ThoughtShare's product, emerging from five years of research at Simon Fraser University, is a tool allowing users to organize information found on the Internet to reduce the deluge of data that search engines generate. In June, the company will start giving away the tool to potential users. Under development are a number of related software products that will be sold.
"This is not a fait accompli by any means," Mr. Miller said of the company in which he has invested some of the money he has made in past successes. "This is still a challenge to deliver."
A native of St. Catharines, Ont., he grew up in Quebec, where his father ran the railroad to the iron ore mines and where a summer of driving spikes inspired Mr. Miller to get a doctorate in medicine, teaching his specialty -- epilepsy and strokes -- at the University of British Columbia.
He became interested in commercializing the biotechnology research being done at the university and in 1981 became a founder of what is now called QLT PhotoTherapeutics Inc. A producer of light-sensitive drugs for treating cancer, QLT is Vancouver's largest pharmaceutical firm.
In 1991, when QLT had entered into the glacial process of filing for various regulatory approvals of its products, the restless Mr. Miller moved on. After a brief period as a venture capitalist, he helped found Inex Pharmaceuticals Corp. When it had raised $100-million in private and public equity and taken its drugs into clinical trials, Mr. Miller replaced himself as CEO in March, 1999, with David Main, a former colleague at QLT. Mr. Miller, who remains the chairman, since has been involved with a private fund investing in biotechnology.
"My original game plan was that I was not going to be involved in anything longer than five years," Mr. Miller said.
He learned that biotechnology works on longer time lines. He expects success or failure to come much more quickly in information technology.

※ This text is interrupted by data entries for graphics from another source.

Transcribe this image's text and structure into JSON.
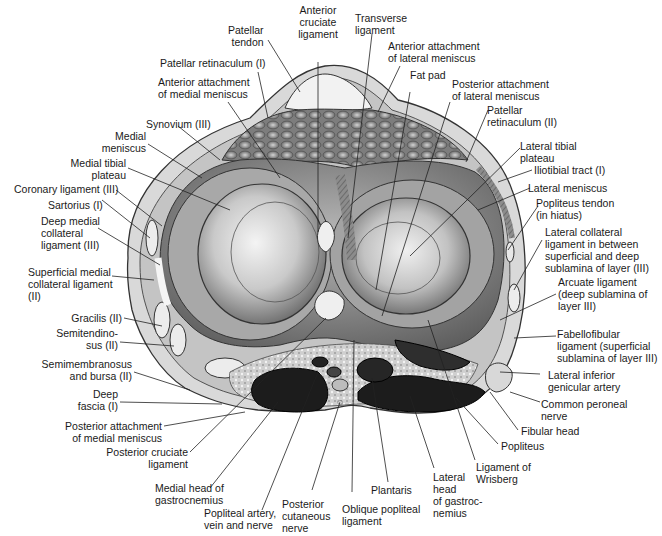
{
  "figure": {
    "colors": {
      "background": "#ffffff",
      "text": "#1a1a1a",
      "leader_line": "#222222",
      "fat_pad": "#8a8a8a",
      "cartilage_light": "#e6e6e6",
      "plateau_mid": "#9a9a9a",
      "muscle_dark": "#1c1c1c",
      "capsule": "#bdbdbd"
    }
  },
  "labels": {
    "top": [
      {
        "id": "patellar-tendon",
        "text": "Patellar\ntendon"
      },
      {
        "id": "anterior-cruciate-ligament",
        "text": "Anterior\ncruciate\nligament"
      },
      {
        "id": "transverse-ligament",
        "text": "Transverse\nligament"
      },
      {
        "id": "anterior-attachment-lateral-meniscus",
        "text": "Anterior attachment\nof lateral meniscus"
      },
      {
        "id": "fat-pad",
        "text": "Fat pad"
      },
      {
        "id": "posterior-attachment-lateral-meniscus",
        "text": "Posterior attachment\nof lateral meniscus"
      },
      {
        "id": "patellar-retinaculum-i",
        "text": "Patellar retinaculum (I)"
      },
      {
        "id": "anterior-attachment-medial-meniscus",
        "text": "Anterior attachment\nof medial meniscus"
      }
    ],
    "left": [
      {
        "id": "synovium-iii",
        "text": "Synovium (III)"
      },
      {
        "id": "medial-meniscus",
        "text": "Medial\nmeniscus"
      },
      {
        "id": "medial-tibial-plateau",
        "text": "Medial tibial\nplateau"
      },
      {
        "id": "coronary-ligament-iii",
        "text": "Coronary ligament (III)"
      },
      {
        "id": "sartorius-i",
        "text": "Sartorius (I)"
      },
      {
        "id": "deep-medial-collateral-ligament-iii",
        "text": "Deep medial\ncollateral\nligament (III)"
      },
      {
        "id": "superficial-medial-collateral-ligament-ii",
        "text": "Superficial medial\ncollateral ligament\n(II)"
      },
      {
        "id": "gracilis-ii",
        "text": "Gracilis (II)"
      },
      {
        "id": "semitendinosus-ii",
        "text": "Semitendino-\nsus (II)"
      },
      {
        "id": "semimembranosus-and-bursa-ii",
        "text": "Semimembranosus\nand bursa (II)"
      },
      {
        "id": "deep-fascia-i",
        "text": "Deep\nfascia (I)"
      },
      {
        "id": "posterior-attachment-medial-meniscus",
        "text": "Posterior attachment\nof medial meniscus"
      },
      {
        "id": "posterior-cruciate-ligament",
        "text": "Posterior cruciate\nligament"
      }
    ],
    "right": [
      {
        "id": "patellar-retinaculum-ii",
        "text": "Patellar\nretinaculum (II)"
      },
      {
        "id": "lateral-tibial-plateau",
        "text": "Lateral tibial\nplateau"
      },
      {
        "id": "iliotibial-tract-i",
        "text": "Iliotibial tract (I)"
      },
      {
        "id": "lateral-meniscus",
        "text": "Lateral meniscus"
      },
      {
        "id": "popliteus-tendon",
        "text": "Popliteus tendon\n(in hiatus)"
      },
      {
        "id": "lateral-collateral-ligament",
        "text": "Lateral collateral\nligament in between\nsuperficial and deep\nsublamina of layer (III)"
      },
      {
        "id": "arcuate-ligament",
        "text": "Arcuate ligament\n(deep sublamina of\nlayer III)"
      },
      {
        "id": "fabellofibular-ligament",
        "text": "Fabellofibular\nligament (superficial\nsublamina of layer III)"
      },
      {
        "id": "lateral-inferior-genicular-artery",
        "text": "Lateral inferior\ngenicular artery"
      },
      {
        "id": "common-peroneal-nerve",
        "text": "Common peroneal\nnerve"
      },
      {
        "id": "fibular-head",
        "text": "Fibular head"
      },
      {
        "id": "popliteus",
        "text": "Popliteus"
      }
    ],
    "bottom": [
      {
        "id": "medial-head-gastrocnemius",
        "text": "Medial head of\ngastrocnemius"
      },
      {
        "id": "popliteal-artery-vein-nerve",
        "text": "Popliteal artery,\nvein and nerve"
      },
      {
        "id": "posterior-cutaneous-nerve",
        "text": "Posterior\ncutaneous\nnerve"
      },
      {
        "id": "oblique-popliteal-ligament",
        "text": "Oblique popliteal\nligament"
      },
      {
        "id": "plantaris",
        "text": "Plantaris"
      },
      {
        "id": "lateral-head-gastrocnemius",
        "text": "Lateral\nhead\nof gastroc-\nnemius"
      },
      {
        "id": "ligament-of-wrisberg",
        "text": "Ligament of\nWrisberg"
      }
    ]
  }
}
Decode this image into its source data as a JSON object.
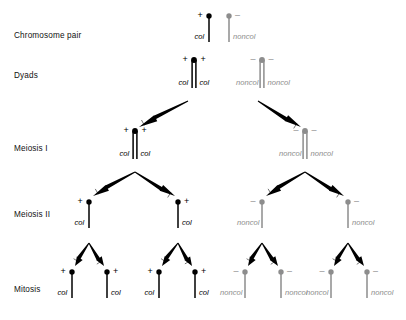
{
  "diagram": {
    "title_present": false,
    "colors": {
      "collected_dark": "#000000",
      "noncollected_gray": "#8d8d8d",
      "arrow": "#000000",
      "text": "#111111",
      "background": "#ffffff"
    },
    "row_labels": [
      {
        "id": "chromosome-pair",
        "label": "Chromosome pair",
        "x": 14,
        "y": 31
      },
      {
        "id": "dyads",
        "label": "Dyads",
        "x": 14,
        "y": 71
      },
      {
        "id": "meiosis-1",
        "label": "Meiosis I",
        "x": 14,
        "y": 144
      },
      {
        "id": "meiosis-2",
        "label": "Meiosis II",
        "x": 14,
        "y": 210
      },
      {
        "id": "mitosis",
        "label": "Mitosis",
        "x": 14,
        "y": 285
      }
    ],
    "allele_symbols": {
      "collected": "+",
      "noncollected": "–"
    },
    "gene_labels": {
      "collected": "col",
      "noncollected": "noncol"
    },
    "chromosomes": [
      {
        "id": "cp-col",
        "stage": "chromosome-pair",
        "type": "single",
        "allele": "+",
        "gene": "col",
        "color": "dark",
        "cx": 209,
        "cy": 16,
        "len": 26,
        "allele_side": "left",
        "gene_side": "left"
      },
      {
        "id": "cp-noncol",
        "stage": "chromosome-pair",
        "type": "single",
        "allele": "–",
        "gene": "noncol",
        "color": "gray",
        "cx": 229,
        "cy": 16,
        "len": 26,
        "allele_side": "right",
        "gene_side": "right"
      },
      {
        "id": "dy-col",
        "stage": "dyads",
        "type": "dyad",
        "allele": "+",
        "gene": "col",
        "color": "dark",
        "cx": 194,
        "cy": 60,
        "len": 28,
        "allele_side": "both",
        "gene_side": "both"
      },
      {
        "id": "dy-noncol",
        "stage": "dyads",
        "type": "dyad",
        "allele": "–",
        "gene": "noncol",
        "color": "gray",
        "cx": 262,
        "cy": 60,
        "len": 28,
        "allele_side": "both",
        "gene_side": "both"
      },
      {
        "id": "m1-col",
        "stage": "meiosis-1",
        "type": "dyad",
        "allele": "+",
        "gene": "col",
        "color": "dark",
        "cx": 135,
        "cy": 131,
        "len": 28,
        "allele_side": "both",
        "gene_side": "both"
      },
      {
        "id": "m1-noncol",
        "stage": "meiosis-1",
        "type": "dyad",
        "allele": "–",
        "gene": "noncol",
        "color": "gray",
        "cx": 305,
        "cy": 131,
        "len": 28,
        "allele_side": "both",
        "gene_side": "both"
      },
      {
        "id": "m2-col-a",
        "stage": "meiosis-2",
        "type": "single",
        "allele": "+",
        "gene": "col",
        "color": "dark",
        "cx": 89,
        "cy": 202,
        "len": 26,
        "allele_side": "left",
        "gene_side": "left"
      },
      {
        "id": "m2-col-b",
        "stage": "meiosis-2",
        "type": "single",
        "allele": "+",
        "gene": "col",
        "color": "dark",
        "cx": 178,
        "cy": 202,
        "len": 26,
        "allele_side": "right",
        "gene_side": "right"
      },
      {
        "id": "m2-noncol-a",
        "stage": "meiosis-2",
        "type": "single",
        "allele": "–",
        "gene": "noncol",
        "color": "gray",
        "cx": 262,
        "cy": 202,
        "len": 26,
        "allele_side": "left",
        "gene_side": "left"
      },
      {
        "id": "m2-noncol-b",
        "stage": "meiosis-2",
        "type": "single",
        "allele": "–",
        "gene": "noncol",
        "color": "gray",
        "cx": 348,
        "cy": 202,
        "len": 26,
        "allele_side": "right",
        "gene_side": "right"
      },
      {
        "id": "mi-col-1",
        "stage": "mitosis",
        "type": "single",
        "allele": "+",
        "gene": "col",
        "color": "dark",
        "cx": 72,
        "cy": 272,
        "len": 26,
        "allele_side": "left",
        "gene_side": "left"
      },
      {
        "id": "mi-col-2",
        "stage": "mitosis",
        "type": "single",
        "allele": "+",
        "gene": "col",
        "color": "dark",
        "cx": 107,
        "cy": 272,
        "len": 26,
        "allele_side": "right",
        "gene_side": "right"
      },
      {
        "id": "mi-col-3",
        "stage": "mitosis",
        "type": "single",
        "allele": "+",
        "gene": "col",
        "color": "dark",
        "cx": 159,
        "cy": 272,
        "len": 26,
        "allele_side": "left",
        "gene_side": "left"
      },
      {
        "id": "mi-col-4",
        "stage": "mitosis",
        "type": "single",
        "allele": "+",
        "gene": "col",
        "color": "dark",
        "cx": 195,
        "cy": 272,
        "len": 26,
        "allele_side": "right",
        "gene_side": "right"
      },
      {
        "id": "mi-noncol-1",
        "stage": "mitosis",
        "type": "single",
        "allele": "–",
        "gene": "noncol",
        "color": "gray",
        "cx": 245,
        "cy": 272,
        "len": 26,
        "allele_side": "left",
        "gene_side": "left"
      },
      {
        "id": "mi-noncol-2",
        "stage": "mitosis",
        "type": "single",
        "allele": "–",
        "gene": "noncol",
        "color": "gray",
        "cx": 281,
        "cy": 272,
        "len": 26,
        "allele_side": "right",
        "gene_side": "right"
      },
      {
        "id": "mi-noncol-3",
        "stage": "mitosis",
        "type": "single",
        "allele": "–",
        "gene": "noncol",
        "color": "gray",
        "cx": 331,
        "cy": 272,
        "len": 26,
        "allele_side": "left",
        "gene_side": "left"
      },
      {
        "id": "mi-noncol-4",
        "stage": "mitosis",
        "type": "single",
        "allele": "–",
        "gene": "noncol",
        "color": "gray",
        "cx": 367,
        "cy": 272,
        "len": 26,
        "allele_side": "right",
        "gene_side": "right"
      }
    ],
    "arrows": [
      {
        "id": "arrow-dyad-col-to-m1",
        "from": [
          188,
          101
        ],
        "to": [
          139,
          127
        ]
      },
      {
        "id": "arrow-dyad-noncol-to-m1",
        "from": [
          258,
          101
        ],
        "to": [
          301,
          127
        ]
      },
      {
        "id": "arrow-m1-col-to-m2-a",
        "from": [
          135,
          172
        ],
        "to": [
          93,
          196
        ]
      },
      {
        "id": "arrow-m1-col-to-m2-b",
        "from": [
          135,
          172
        ],
        "to": [
          175,
          196
        ]
      },
      {
        "id": "arrow-m1-noncol-to-m2-a",
        "from": [
          305,
          172
        ],
        "to": [
          266,
          196
        ]
      },
      {
        "id": "arrow-m1-noncol-to-m2-b",
        "from": [
          305,
          172
        ],
        "to": [
          344,
          196
        ]
      },
      {
        "id": "arrow-m2-col-a-to-mi-1",
        "from": [
          89,
          243
        ],
        "to": [
          75,
          266
        ]
      },
      {
        "id": "arrow-m2-col-a-to-mi-2",
        "from": [
          89,
          243
        ],
        "to": [
          104,
          266
        ]
      },
      {
        "id": "arrow-m2-col-b-to-mi-3",
        "from": [
          178,
          243
        ],
        "to": [
          162,
          266
        ]
      },
      {
        "id": "arrow-m2-col-b-to-mi-4",
        "from": [
          178,
          243
        ],
        "to": [
          192,
          266
        ]
      },
      {
        "id": "arrow-m2-noncol-a-to-mi-1",
        "from": [
          262,
          243
        ],
        "to": [
          248,
          266
        ]
      },
      {
        "id": "arrow-m2-noncol-a-to-mi-2",
        "from": [
          262,
          243
        ],
        "to": [
          278,
          266
        ]
      },
      {
        "id": "arrow-m2-noncol-b-to-mi-3",
        "from": [
          348,
          243
        ],
        "to": [
          334,
          266
        ]
      },
      {
        "id": "arrow-m2-noncol-b-to-mi-4",
        "from": [
          348,
          243
        ],
        "to": [
          364,
          266
        ]
      }
    ]
  }
}
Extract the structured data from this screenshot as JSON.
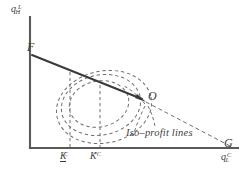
{
  "figure": {
    "type": "economics-diagram",
    "background_color": "#ffffff",
    "axes": {
      "y_label_base": "q",
      "y_label_sub": "H",
      "y_label_sup": "L",
      "x_label_base": "q",
      "x_label_sub": "L",
      "x_label_sup": "C",
      "axis_color": "#5a5a5a",
      "origin_px": [
        30,
        148
      ],
      "x_end_px": [
        238,
        148
      ],
      "y_end_px": [
        30,
        17
      ]
    },
    "points": {
      "F": {
        "label": "F",
        "px": [
          32,
          55
        ]
      },
      "O": {
        "label": "O",
        "px": [
          146,
          102
        ]
      },
      "G": {
        "label": "G",
        "px": [
          232,
          146
        ]
      }
    },
    "lines": {
      "budget_solid": {
        "name": "budget-frontier-solid",
        "from_px": [
          32,
          55
        ],
        "to_px": [
          146,
          102
        ],
        "style": "solid",
        "color": "#3a3a3a",
        "arrow_at_end": true
      },
      "budget_dashed": {
        "name": "budget-frontier-dashed-extension",
        "from_px": [
          146,
          102
        ],
        "to_px": [
          232,
          147
        ],
        "style": "dashed",
        "color": "#6d6d6d"
      }
    },
    "ticks": [
      {
        "name": "K-underbar-C",
        "base": "K",
        "sup": "C",
        "underbar": true,
        "x_px": 70,
        "label_left_px": 60
      },
      {
        "name": "K-star-C",
        "base": "K",
        "sup": "*C",
        "underbar": false,
        "x_px": 100,
        "label_left_px": 90
      }
    ],
    "iso_profit": {
      "annotation": "Iso–profit lines",
      "curve_color": "#6f6f6f",
      "curve_style": "dashed",
      "count": 3,
      "center_px": [
        102,
        106
      ],
      "ellipses": [
        {
          "rx": 48,
          "ry": 36,
          "rotate_deg": -12,
          "cx": 104,
          "cy": 107
        },
        {
          "rx": 40,
          "ry": 30,
          "rotate_deg": -12,
          "cx": 101,
          "cy": 105
        },
        {
          "rx": 30,
          "ry": 23,
          "rotate_deg": -12,
          "cx": 99,
          "cy": 104
        }
      ]
    },
    "guides": [
      {
        "name": "vertical-guide-K-underbar",
        "x_px": 70,
        "from_y_px": 72,
        "to_y_px": 148
      },
      {
        "name": "vertical-guide-K-star",
        "x_px": 100,
        "from_y_px": 85,
        "to_y_px": 148
      }
    ]
  }
}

"We've raised close to $7-million for ThoughtShare and we feel that is sufficient to bring this to the point of commercialization."
One of the investors is Meteor Technologies Inc., an ex-mining junior that has acquired 50.3% of ThoughtShare.
Mr. Miller moved from investor to CEO earlier this year at the urging of Fred Fabro, ThoughtShare's president. The two have been associated at other technology companies and Mr. Fabro sold Mr. Miller on the novelty of running a software company.
An habitual doodler, the casually dressed Mr. Miller fits in easily at a company where someone is always sketching software solutions on white boards. At one memorable meeting with his engineers in a sushi bar, Mr. Miller spent three hours scribbling diagrams on napkins. When an overeager busboy cleared the table, Mr. Miller had to retrieve his notes from the garbage.
At the heart of ThoughtShare are two technologies being made to work together. One is Web organizing technology developed at Simon Fraser and the other is a complementary bookmarking technology developed by a private Vancouver company. The resulting software allows an individual to create virtual maps of Web searches. The object is to group and annotate relevant sources of information, to revisit these sources easily and to forward them electronically.
Mr. Miller believes the applications of the technology are so broad that one of his most important jobs as CEO is to keep his engineers focused on the most promising aspect "and not be all over the map."